PROBLEM TO WORK ON:
Print all records exactly, pictures left out.

----- SOURCE MATERIAL

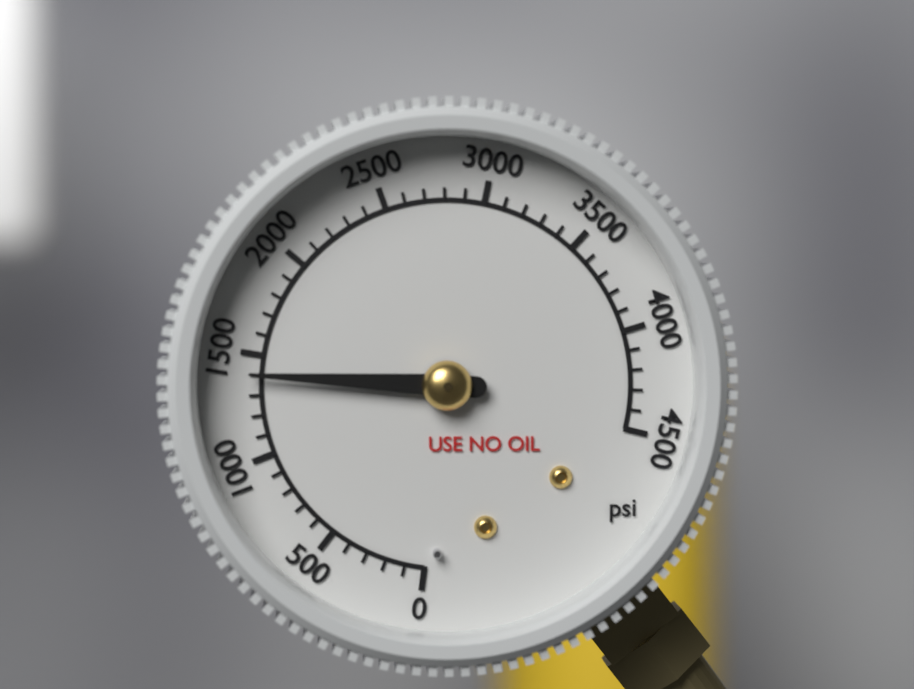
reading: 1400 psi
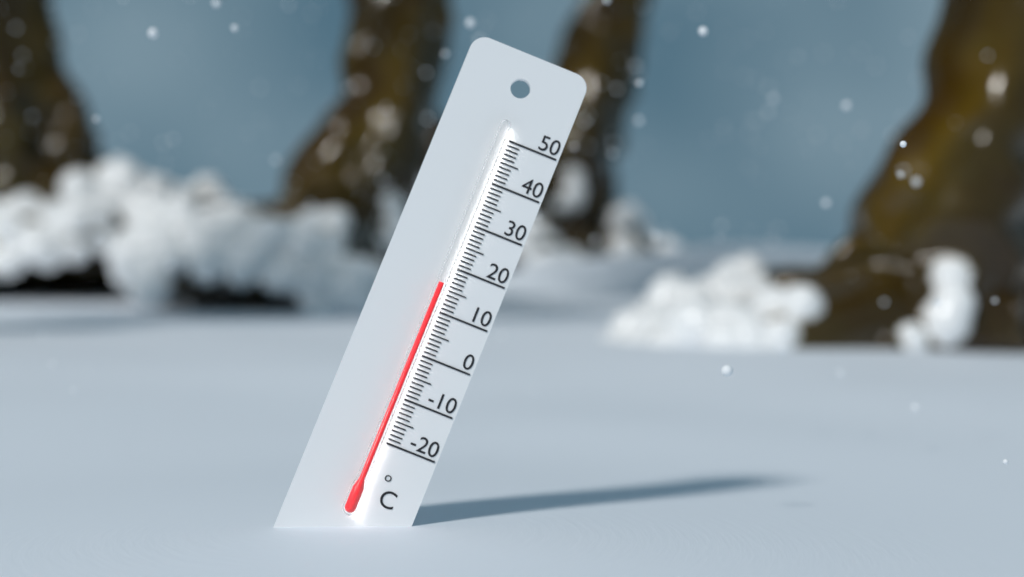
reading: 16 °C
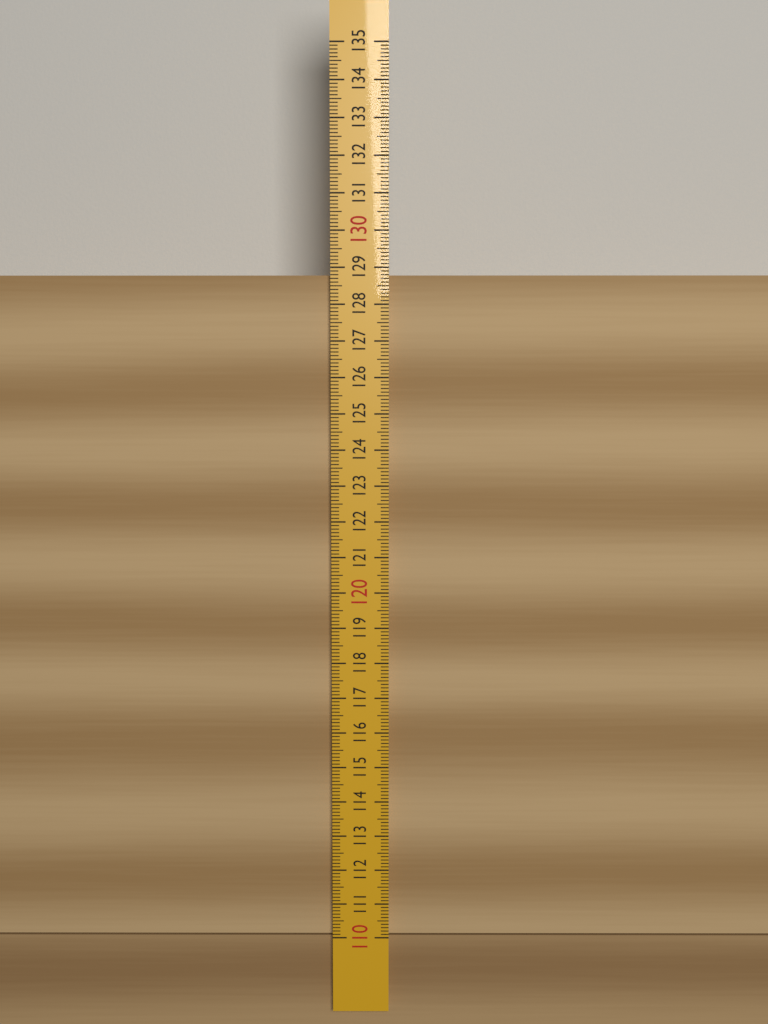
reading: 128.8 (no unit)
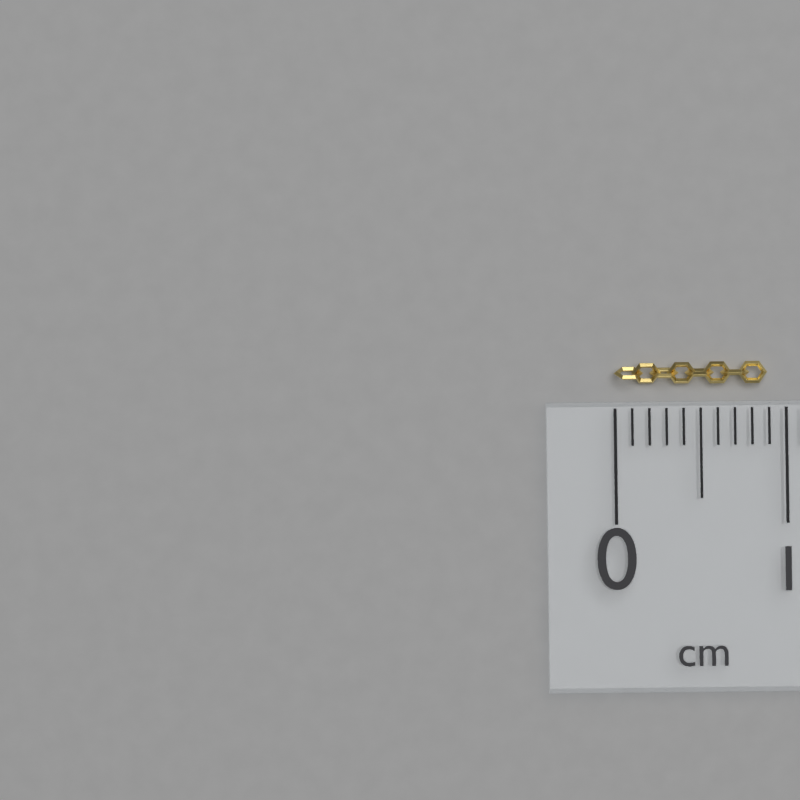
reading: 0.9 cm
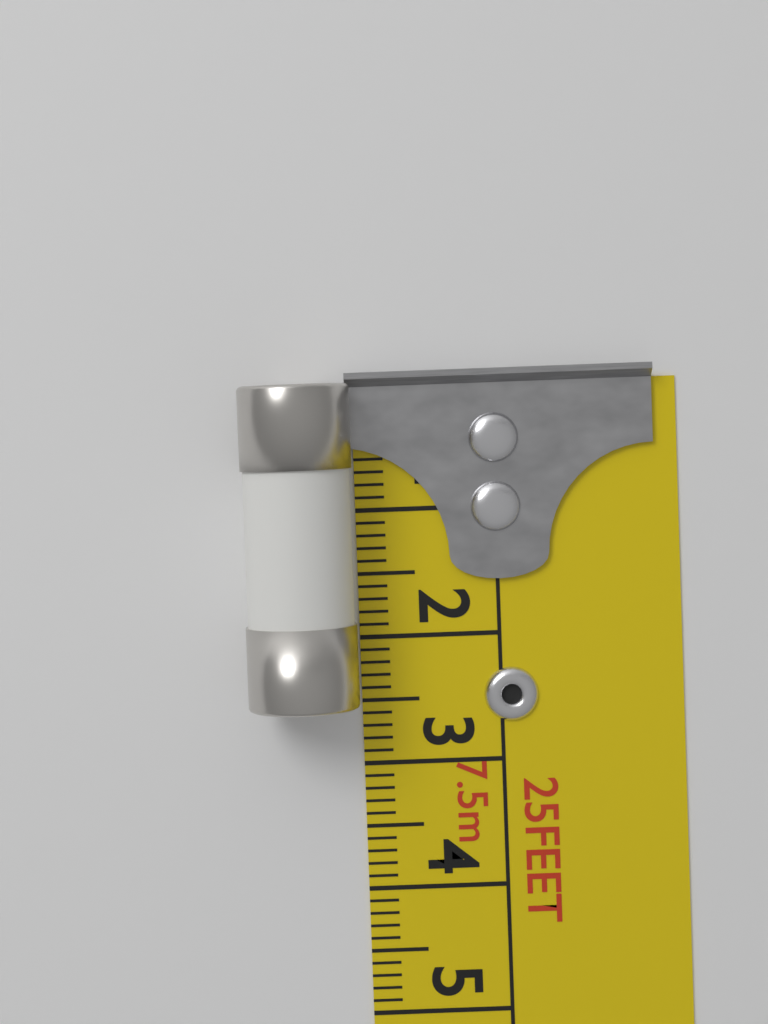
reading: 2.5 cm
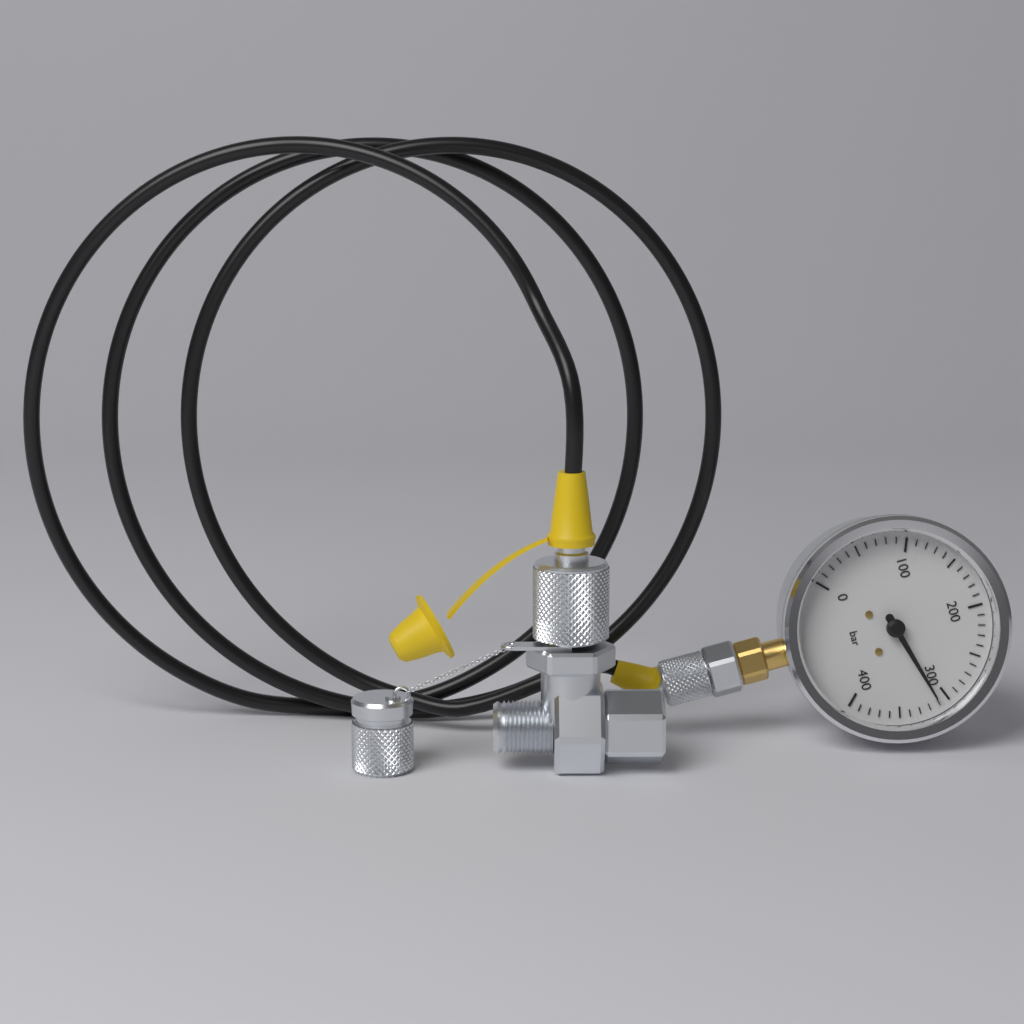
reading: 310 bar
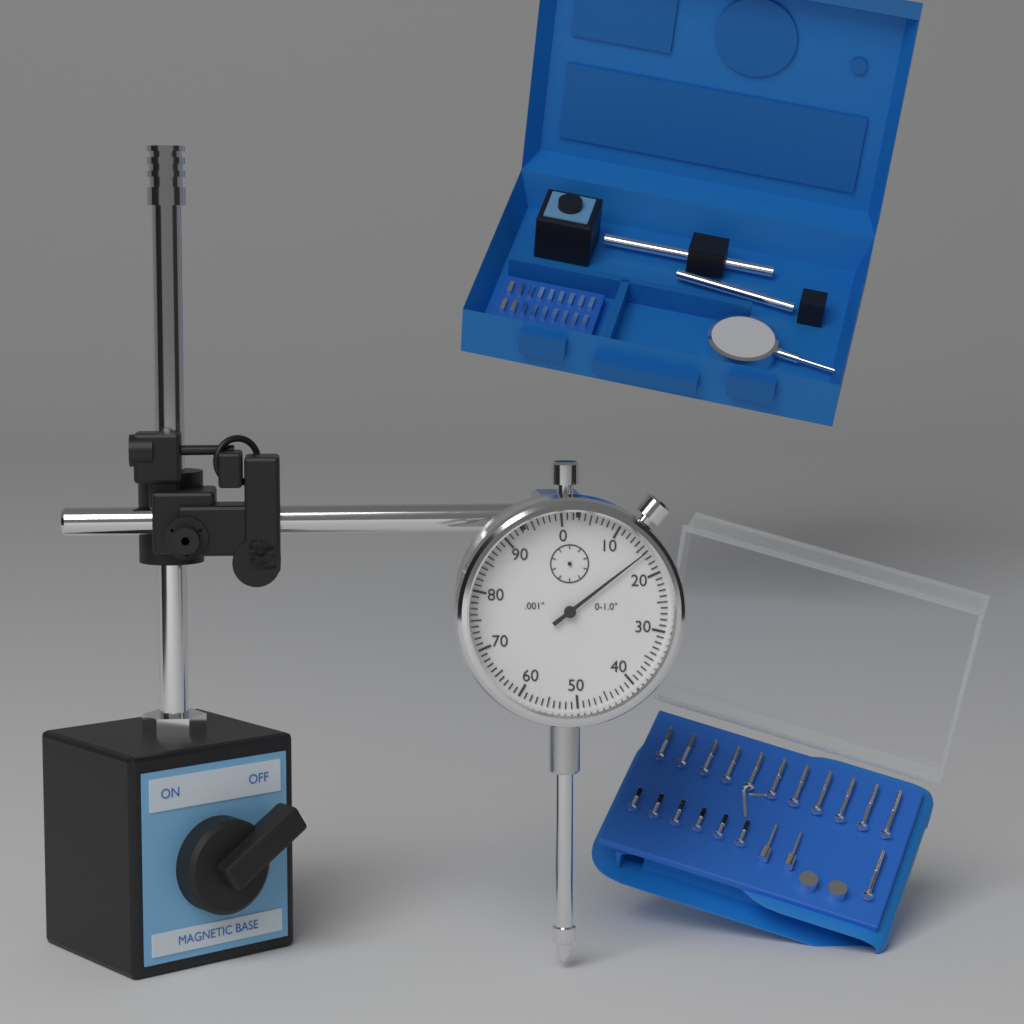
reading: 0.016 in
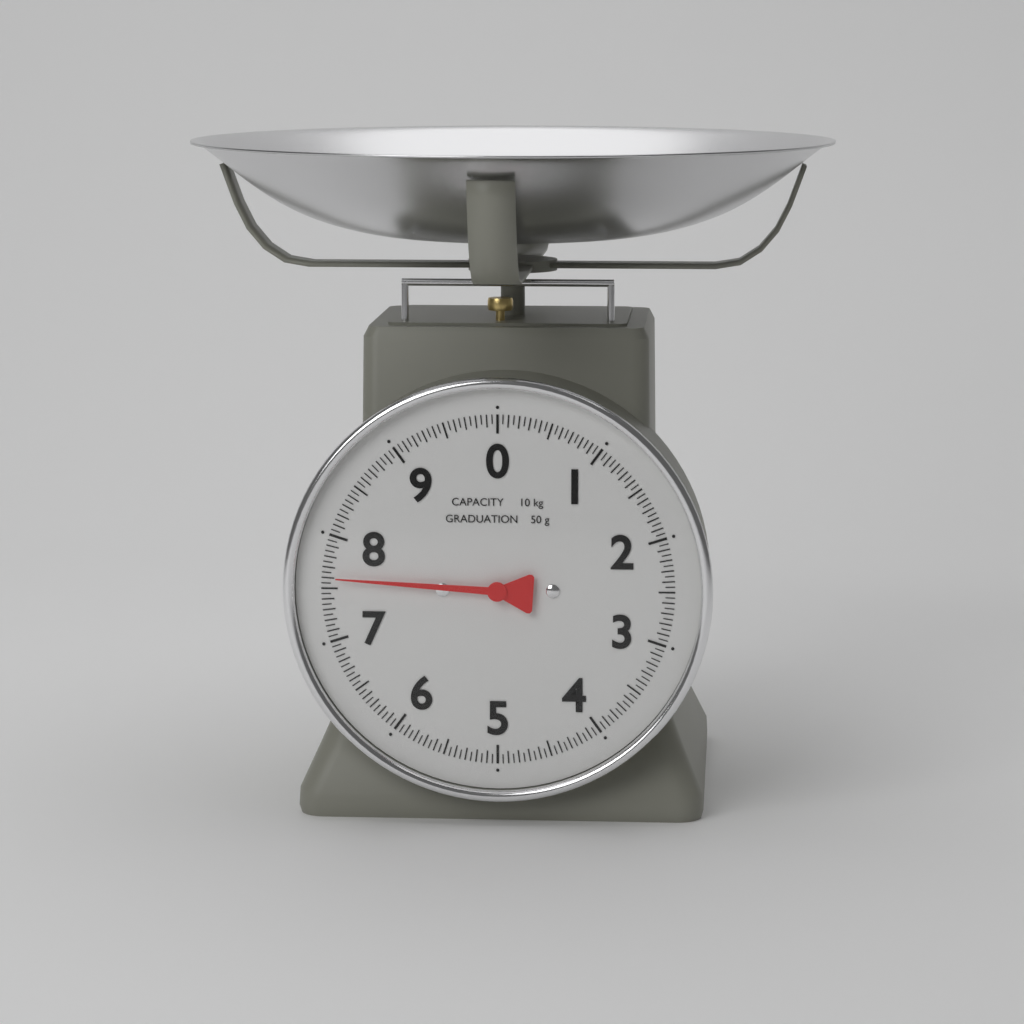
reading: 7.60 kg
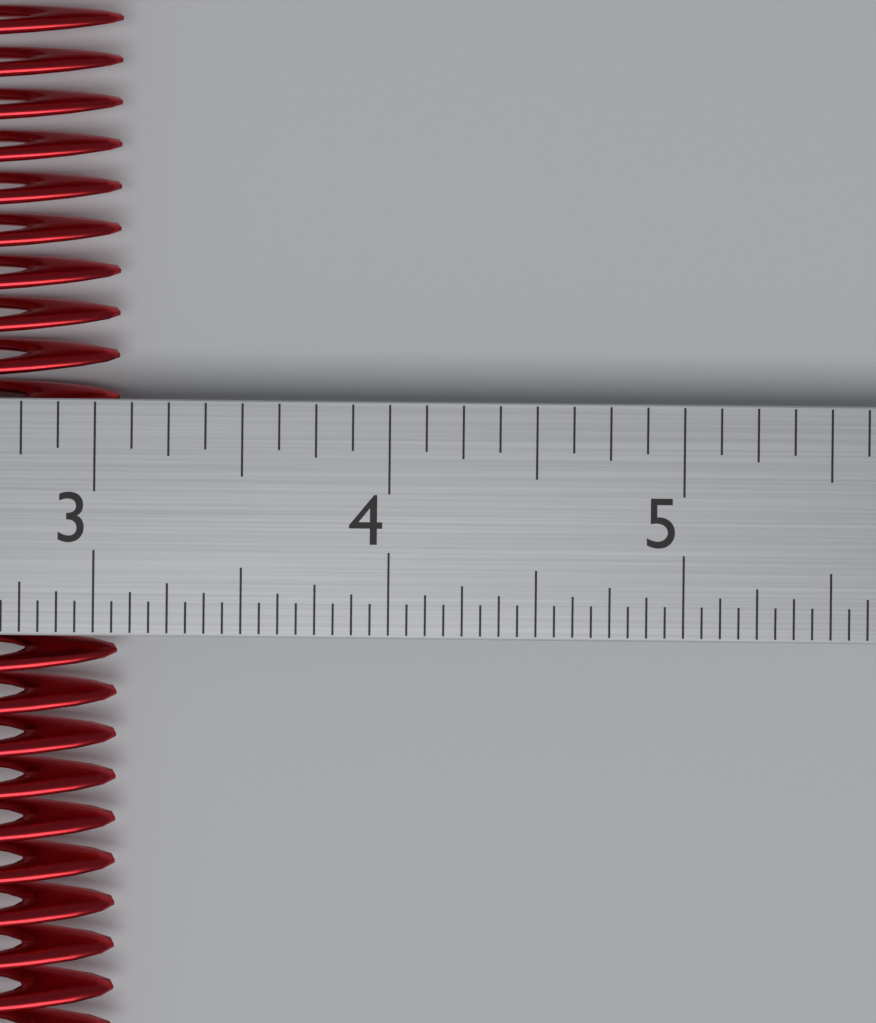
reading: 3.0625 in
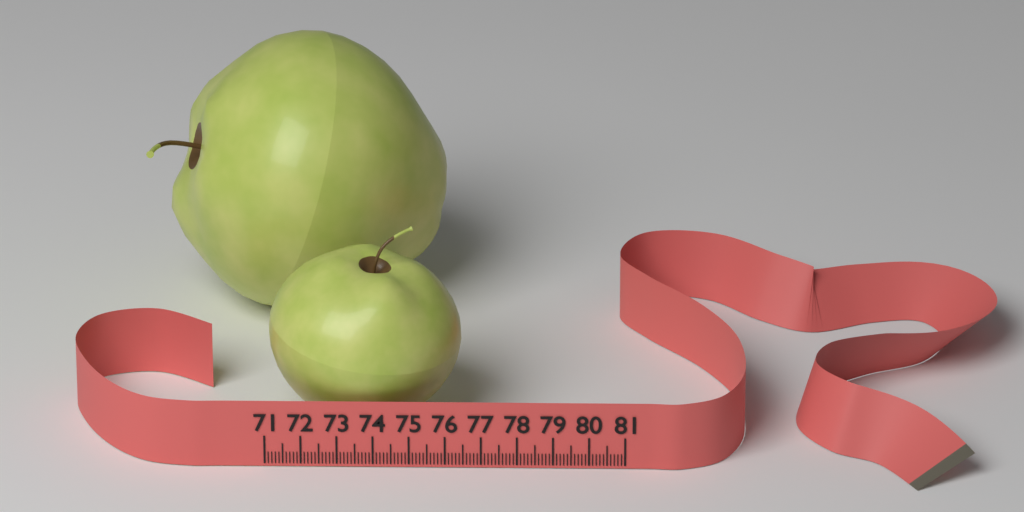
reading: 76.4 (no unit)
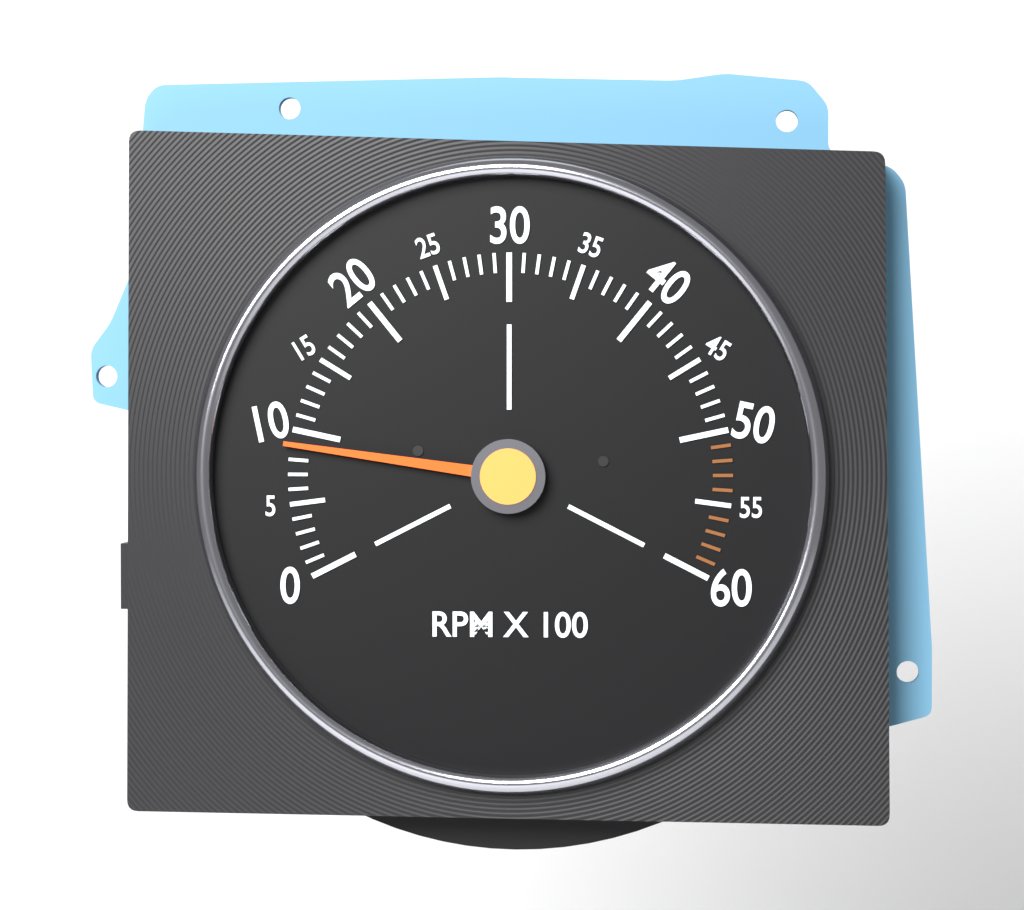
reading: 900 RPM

----------

SOLUTION TO THE PROBLEM:
reading: 1400 psi
reading: 16 °C
reading: 128.8 (no unit)
reading: 0.9 cm
reading: 2.5 cm
reading: 310 bar
reading: 0.016 in
reading: 7.60 kg
reading: 3.0625 in
reading: 76.4 (no unit)
reading: 900 RPM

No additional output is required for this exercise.